The Matildas back-to-back hidings at the hands of Germany and The Netherlands last month brought the perceived lack of depth in their ranks into focus, with doomsayers fearing a drop-off similar to that experienced by the Socceroos post-Golden Generation may await.

Melbourne City’s US import Samantha Johnson subscribes to this view, and is better placed than most to comment having witnessed the development pathways in both her home country, and here across her extensive W-League career.

While it may seem logical to simply blood players as early as possible to accelerate development Johnson believes younger is not always better, with Australian players lacking the ‘finishing school’ approach of the college system.

“Our bodies go through a different stage of development at college because there’s so much emphasis on fitness, strength, being the fittest, fastest team you can. A lot of the ‘winning’ mentality is established in college”, Johnson told Box2Box.

“Our peak as female footballers is not even until we’re 25-26, so we’re really so much older than the worldly competition that they face because they’ve been professional maybe 2-4 years, whereas they’re facing girls who are maybe 17-19 or early 20’s.”

“So they technically, around the world, have more experience at the professional level, but our bodies are more mature than everybody so we kind of just bully people.”

A college system won’t be arriving here any time soon, so what can be done to expand the player pool? Johnson is certainly not the first to posit the W-League may be too short, but has offered that treating the nine-month NPL window as the bona fide contest would raise the level, and therefore enhance growth.

“The NPL is 8-9 months long, which is exactly the timeframe we play NWSL, but I feel that’s the timeframe you can invest more money and funnel the talent through there because you have them for longer.”

“The W-League would then kind of be just an offseason bit that people maybe want to, or don’t want to do.I just feel the system’s a little bit backwards. The lack of talent you already have to work with is going to show… when the current players retire.”

Even that option would take a generation to implement and bear fruit. If trouble really is on the horizon how to bridge the gap quickly? Johnson has a nuclear option – sacrifice the Olympics as a senior exercise and send the kids on a fact finding mission for when the real stuff rolls around.

“[The Olympics] does kind of deter the actual progression of the young ones because you don’t want to be putting on your kit as a national team player at the World Cup [for the first time]. You want to have games under your belt, go through a tournament of similar style.”

“They need to model it a little bit on how they do the men’s side, they send the Under 23’s all the time, so it’s just giving people more opportunity [at major tournaments]. I think they can then just focus on where football actually exists, which is the World Cup.”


**Work instructions:** Repeat each entry exactly and drop the pictures.

**Supplied entries:**
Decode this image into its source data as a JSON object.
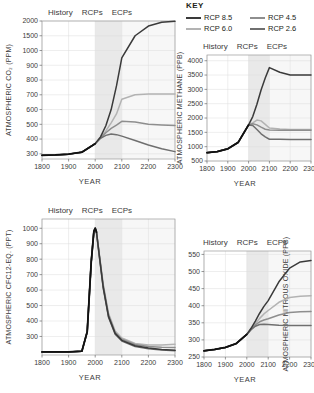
{
  "key": {
    "title": "KEY",
    "items": [
      {
        "label": "RCP 8.5",
        "color": "#3a3a3a"
      },
      {
        "label": "RCP 4.5",
        "color": "#8e8e8e"
      },
      {
        "label": "RCP 6.0",
        "color": "#b3b3b3"
      },
      {
        "label": "RCP 2.6",
        "color": "#6f6f6f"
      }
    ]
  },
  "period_labels": {
    "history": "History",
    "rcps": "RCPs",
    "ecps": "ECPs"
  },
  "x_title": "YEAR",
  "chart_data": [
    {
      "type": "line",
      "id": "co2",
      "title": "",
      "ylabel": "ATMOSPHERIC CO₂ (PPM)",
      "xlabel": "YEAR",
      "xlim": [
        1800,
        2300
      ],
      "xticks": [
        1800,
        1900,
        2000,
        2100,
        2200,
        2300
      ],
      "yticks": [
        300,
        400,
        500,
        600,
        700,
        800,
        900,
        1000,
        1500,
        2000
      ],
      "ylim": [
        230,
        2000
      ],
      "yscale": "piecewise-linear",
      "grid": true,
      "shaded_bands": [
        {
          "from": 2000,
          "to": 2100,
          "label": "RCPs"
        }
      ],
      "x": [
        1800,
        1850,
        1900,
        1950,
        2000,
        2020,
        2040,
        2060,
        2080,
        2100,
        2150,
        2200,
        2250,
        2300
      ],
      "series": [
        {
          "name": "RCP 8.5",
          "color": "#3a3a3a",
          "values": [
            280,
            285,
            296,
            311,
            369,
            415,
            490,
            600,
            760,
            950,
            1500,
            1830,
            1960,
            1990
          ]
        },
        {
          "name": "RCP 6.0",
          "color": "#b3b3b3",
          "values": [
            280,
            285,
            296,
            311,
            369,
            410,
            455,
            510,
            570,
            670,
            700,
            705,
            705,
            705
          ]
        },
        {
          "name": "RCP 4.5",
          "color": "#8e8e8e",
          "values": [
            280,
            285,
            296,
            311,
            369,
            408,
            443,
            473,
            495,
            520,
            515,
            500,
            495,
            492
          ]
        },
        {
          "name": "RCP 2.6",
          "color": "#6f6f6f",
          "values": [
            280,
            285,
            296,
            311,
            369,
            405,
            425,
            435,
            430,
            420,
            390,
            360,
            335,
            315
          ]
        }
      ]
    },
    {
      "type": "line",
      "id": "ch4",
      "title": "",
      "ylabel": "ATMOSPHERIC METHANE (PPB)",
      "xlabel": "YEAR",
      "xlim": [
        1800,
        2300
      ],
      "xticks": [
        1800,
        1900,
        2000,
        2100,
        2200,
        2300
      ],
      "yticks": [
        500,
        1000,
        1500,
        2000,
        2500,
        3000,
        3500,
        4000
      ],
      "ylim": [
        500,
        4200
      ],
      "yscale": "linear",
      "grid": true,
      "shaded_bands": [
        {
          "from": 2000,
          "to": 2100,
          "label": "RCPs"
        }
      ],
      "x": [
        1800,
        1850,
        1900,
        1950,
        2000,
        2020,
        2040,
        2060,
        2080,
        2100,
        2150,
        2200,
        2250,
        2300
      ],
      "series": [
        {
          "name": "RCP 8.5",
          "color": "#3a3a3a",
          "values": [
            790,
            830,
            925,
            1150,
            1760,
            2050,
            2480,
            2980,
            3400,
            3760,
            3600,
            3500,
            3500,
            3500
          ]
        },
        {
          "name": "RCP 6.0",
          "color": "#b3b3b3",
          "values": [
            790,
            830,
            925,
            1150,
            1760,
            1830,
            1930,
            1900,
            1780,
            1650,
            1620,
            1600,
            1600,
            1600
          ]
        },
        {
          "name": "RCP 4.5",
          "color": "#8e8e8e",
          "values": [
            790,
            830,
            925,
            1150,
            1760,
            1800,
            1760,
            1680,
            1610,
            1580,
            1575,
            1570,
            1570,
            1570
          ]
        },
        {
          "name": "RCP 2.6",
          "color": "#6f6f6f",
          "values": [
            790,
            830,
            925,
            1150,
            1760,
            1740,
            1600,
            1450,
            1340,
            1260,
            1255,
            1250,
            1250,
            1250
          ]
        }
      ]
    },
    {
      "type": "line",
      "id": "cfc12eq",
      "title": "",
      "ylabel": "ATMOSPHERIC CFC12-EQ. (PPT)",
      "xlabel": "YEAR",
      "xlim": [
        1800,
        2300
      ],
      "xticks": [
        1800,
        1900,
        2000,
        2100,
        2200,
        2300
      ],
      "yticks": [
        300,
        400,
        500,
        600,
        700,
        800,
        900,
        1000
      ],
      "ylim": [
        180,
        1060
      ],
      "yscale": "linear",
      "grid": true,
      "shaded_bands": [
        {
          "from": 2000,
          "to": 2100,
          "label": "RCPs"
        }
      ],
      "x": [
        1800,
        1900,
        1950,
        1970,
        1985,
        1995,
        2000,
        2005,
        2015,
        2030,
        2050,
        2075,
        2100,
        2150,
        2200,
        2250,
        2300
      ],
      "series": [
        {
          "name": "RCP 8.5",
          "color": "#3a3a3a",
          "values": [
            200,
            200,
            205,
            330,
            780,
            980,
            1000,
            975,
            830,
            620,
            430,
            320,
            275,
            240,
            225,
            215,
            210
          ]
        },
        {
          "name": "RCP 6.0",
          "color": "#b3b3b3",
          "values": [
            200,
            200,
            205,
            330,
            780,
            980,
            1000,
            970,
            840,
            640,
            450,
            335,
            290,
            255,
            245,
            245,
            250
          ]
        },
        {
          "name": "RCP 4.5",
          "color": "#8e8e8e",
          "values": [
            200,
            200,
            205,
            330,
            780,
            980,
            1000,
            972,
            835,
            630,
            440,
            325,
            282,
            248,
            235,
            230,
            228
          ]
        },
        {
          "name": "RCP 2.6",
          "color": "#6f6f6f",
          "values": [
            200,
            200,
            205,
            330,
            780,
            980,
            1000,
            968,
            825,
            615,
            425,
            315,
            270,
            235,
            220,
            212,
            208
          ]
        }
      ]
    },
    {
      "type": "line",
      "id": "n2o",
      "title": "",
      "ylabel": "ATMOSPHERIC NITROUS OXIDE (PPB)",
      "xlabel": "YEAR",
      "xlim": [
        1800,
        2300
      ],
      "xticks": [
        1800,
        1900,
        2000,
        2100,
        2200,
        2300
      ],
      "yticks": [
        250,
        300,
        350,
        400,
        450,
        500,
        550
      ],
      "ylim": [
        250,
        560
      ],
      "yscale": "linear",
      "grid": true,
      "shaded_bands": [
        {
          "from": 2000,
          "to": 2100,
          "label": "RCPs"
        }
      ],
      "x": [
        1800,
        1850,
        1900,
        1950,
        2000,
        2020,
        2040,
        2060,
        2080,
        2100,
        2150,
        2200,
        2250,
        2300
      ],
      "series": [
        {
          "name": "RCP 8.5",
          "color": "#3a3a3a",
          "values": [
            268,
            272,
            278,
            289,
            316,
            334,
            355,
            378,
            398,
            415,
            470,
            510,
            528,
            532
          ]
        },
        {
          "name": "RCP 6.0",
          "color": "#b3b3b3",
          "values": [
            268,
            272,
            278,
            289,
            316,
            332,
            348,
            363,
            376,
            386,
            410,
            424,
            428,
            429
          ]
        },
        {
          "name": "RCP 4.5",
          "color": "#8e8e8e",
          "values": [
            268,
            272,
            278,
            289,
            316,
            331,
            344,
            353,
            358,
            362,
            373,
            380,
            382,
            383
          ]
        },
        {
          "name": "RCP 2.6",
          "color": "#6f6f6f",
          "values": [
            268,
            272,
            278,
            289,
            316,
            330,
            340,
            345,
            346,
            345,
            343,
            342,
            342,
            342
          ]
        }
      ]
    }
  ]
}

**Response below:**
Decode this image into its source data as a JSON object.
{
  "key": {
    "title": "KEY",
    "items": [
      {
        "label": "RCP 8.5",
        "color": "#3a3a3a"
      },
      {
        "label": "RCP 4.5",
        "color": "#8e8e8e"
      },
      {
        "label": "RCP 6.0",
        "color": "#b3b3b3"
      },
      {
        "label": "RCP 2.6",
        "color": "#6f6f6f"
      }
    ]
  },
  "period_labels": {
    "history": "History",
    "rcps": "RCPs",
    "ecps": "ECPs"
  },
  "x_title": "YEAR",
  "chart_data": [
    {
      "type": "line",
      "id": "co2",
      "title": "",
      "ylabel": "ATMOSPHERIC CO₂ (PPM)",
      "xlabel": "YEAR",
      "xlim": [
        1800,
        2300
      ],
      "xticks": [
        1800,
        1900,
        2000,
        2100,
        2200,
        2300
      ],
      "yticks": [
        300,
        400,
        500,
        600,
        700,
        800,
        900,
        1000,
        1500,
        2000
      ],
      "ylim": [
        230,
        2000
      ],
      "yscale": "piecewise-linear",
      "grid": true,
      "shaded_bands": [
        {
          "from": 2000,
          "to": 2100,
          "label": "RCPs"
        }
      ],
      "x": [
        1800,
        1850,
        1900,
        1950,
        2000,
        2020,
        2040,
        2060,
        2080,
        2100,
        2150,
        2200,
        2250,
        2300
      ],
      "series": [
        {
          "name": "RCP 8.5",
          "color": "#3a3a3a",
          "values": [
            280,
            285,
            296,
            311,
            369,
            415,
            490,
            600,
            760,
            950,
            1500,
            1830,
            1960,
            1990
          ]
        },
        {
          "name": "RCP 6.0",
          "color": "#b3b3b3",
          "values": [
            280,
            285,
            296,
            311,
            369,
            410,
            455,
            510,
            570,
            670,
            700,
            705,
            705,
            705
          ]
        },
        {
          "name": "RCP 4.5",
          "color": "#8e8e8e",
          "values": [
            280,
            285,
            296,
            311,
            369,
            408,
            443,
            473,
            495,
            520,
            515,
            500,
            495,
            492
          ]
        },
        {
          "name": "RCP 2.6",
          "color": "#6f6f6f",
          "values": [
            280,
            285,
            296,
            311,
            369,
            405,
            425,
            435,
            430,
            420,
            390,
            360,
            335,
            315
          ]
        }
      ]
    },
    {
      "type": "line",
      "id": "ch4",
      "title": "",
      "ylabel": "ATMOSPHERIC METHANE (PPB)",
      "xlabel": "YEAR",
      "xlim": [
        1800,
        2300
      ],
      "xticks": [
        1800,
        1900,
        2000,
        2100,
        2200,
        2300
      ],
      "yticks": [
        500,
        1000,
        1500,
        2000,
        2500,
        3000,
        3500,
        4000
      ],
      "ylim": [
        500,
        4200
      ],
      "yscale": "linear",
      "grid": true,
      "shaded_bands": [
        {
          "from": 2000,
          "to": 2100,
          "label": "RCPs"
        }
      ],
      "x": [
        1800,
        1850,
        1900,
        1950,
        2000,
        2020,
        2040,
        2060,
        2080,
        2100,
        2150,
        2200,
        2250,
        2300
      ],
      "series": [
        {
          "name": "RCP 8.5",
          "color": "#3a3a3a",
          "values": [
            790,
            830,
            925,
            1150,
            1760,
            2050,
            2480,
            2980,
            3400,
            3760,
            3600,
            3500,
            3500,
            3500
          ]
        },
        {
          "name": "RCP 6.0",
          "color": "#b3b3b3",
          "values": [
            790,
            830,
            925,
            1150,
            1760,
            1830,
            1930,
            1900,
            1780,
            1650,
            1620,
            1600,
            1600,
            1600
          ]
        },
        {
          "name": "RCP 4.5",
          "color": "#8e8e8e",
          "values": [
            790,
            830,
            925,
            1150,
            1760,
            1800,
            1760,
            1680,
            1610,
            1580,
            1575,
            1570,
            1570,
            1570
          ]
        },
        {
          "name": "RCP 2.6",
          "color": "#6f6f6f",
          "values": [
            790,
            830,
            925,
            1150,
            1760,
            1740,
            1600,
            1450,
            1340,
            1260,
            1255,
            1250,
            1250,
            1250
          ]
        }
      ]
    },
    {
      "type": "line",
      "id": "cfc12eq",
      "title": "",
      "ylabel": "ATMOSPHERIC CFC12-EQ. (PPT)",
      "xlabel": "YEAR",
      "xlim": [
        1800,
        2300
      ],
      "xticks": [
        1800,
        1900,
        2000,
        2100,
        2200,
        2300
      ],
      "yticks": [
        300,
        400,
        500,
        600,
        700,
        800,
        900,
        1000
      ],
      "ylim": [
        180,
        1060
      ],
      "yscale": "linear",
      "grid": true,
      "shaded_bands": [
        {
          "from": 2000,
          "to": 2100,
          "label": "RCPs"
        }
      ],
      "x": [
        1800,
        1900,
        1950,
        1970,
        1985,
        1995,
        2000,
        2005,
        2015,
        2030,
        2050,
        2075,
        2100,
        2150,
        2200,
        2250,
        2300
      ],
      "series": [
        {
          "name": "RCP 8.5",
          "color": "#3a3a3a",
          "values": [
            200,
            200,
            205,
            330,
            780,
            980,
            1000,
            975,
            830,
            620,
            430,
            320,
            275,
            240,
            225,
            215,
            210
          ]
        },
        {
          "name": "RCP 6.0",
          "color": "#b3b3b3",
          "values": [
            200,
            200,
            205,
            330,
            780,
            980,
            1000,
            970,
            840,
            640,
            450,
            335,
            290,
            255,
            245,
            245,
            250
          ]
        },
        {
          "name": "RCP 4.5",
          "color": "#8e8e8e",
          "values": [
            200,
            200,
            205,
            330,
            780,
            980,
            1000,
            972,
            835,
            630,
            440,
            325,
            282,
            248,
            235,
            230,
            228
          ]
        },
        {
          "name": "RCP 2.6",
          "color": "#6f6f6f",
          "values": [
            200,
            200,
            205,
            330,
            780,
            980,
            1000,
            968,
            825,
            615,
            425,
            315,
            270,
            235,
            220,
            212,
            208
          ]
        }
      ]
    },
    {
      "type": "line",
      "id": "n2o",
      "title": "",
      "ylabel": "ATMOSPHERIC NITROUS OXIDE (PPB)",
      "xlabel": "YEAR",
      "xlim": [
        1800,
        2300
      ],
      "xticks": [
        1800,
        1900,
        2000,
        2100,
        2200,
        2300
      ],
      "yticks": [
        250,
        300,
        350,
        400,
        450,
        500,
        550
      ],
      "ylim": [
        250,
        560
      ],
      "yscale": "linear",
      "grid": true,
      "shaded_bands": [
        {
          "from": 2000,
          "to": 2100,
          "label": "RCPs"
        }
      ],
      "x": [
        1800,
        1850,
        1900,
        1950,
        2000,
        2020,
        2040,
        2060,
        2080,
        2100,
        2150,
        2200,
        2250,
        2300
      ],
      "series": [
        {
          "name": "RCP 8.5",
          "color": "#3a3a3a",
          "values": [
            268,
            272,
            278,
            289,
            316,
            334,
            355,
            378,
            398,
            415,
            470,
            510,
            528,
            532
          ]
        },
        {
          "name": "RCP 6.0",
          "color": "#b3b3b3",
          "values": [
            268,
            272,
            278,
            289,
            316,
            332,
            348,
            363,
            376,
            386,
            410,
            424,
            428,
            429
          ]
        },
        {
          "name": "RCP 4.5",
          "color": "#8e8e8e",
          "values": [
            268,
            272,
            278,
            289,
            316,
            331,
            344,
            353,
            358,
            362,
            373,
            380,
            382,
            383
          ]
        },
        {
          "name": "RCP 2.6",
          "color": "#6f6f6f",
          "values": [
            268,
            272,
            278,
            289,
            316,
            330,
            340,
            345,
            346,
            345,
            343,
            342,
            342,
            342
          ]
        }
      ]
    }
  ]
}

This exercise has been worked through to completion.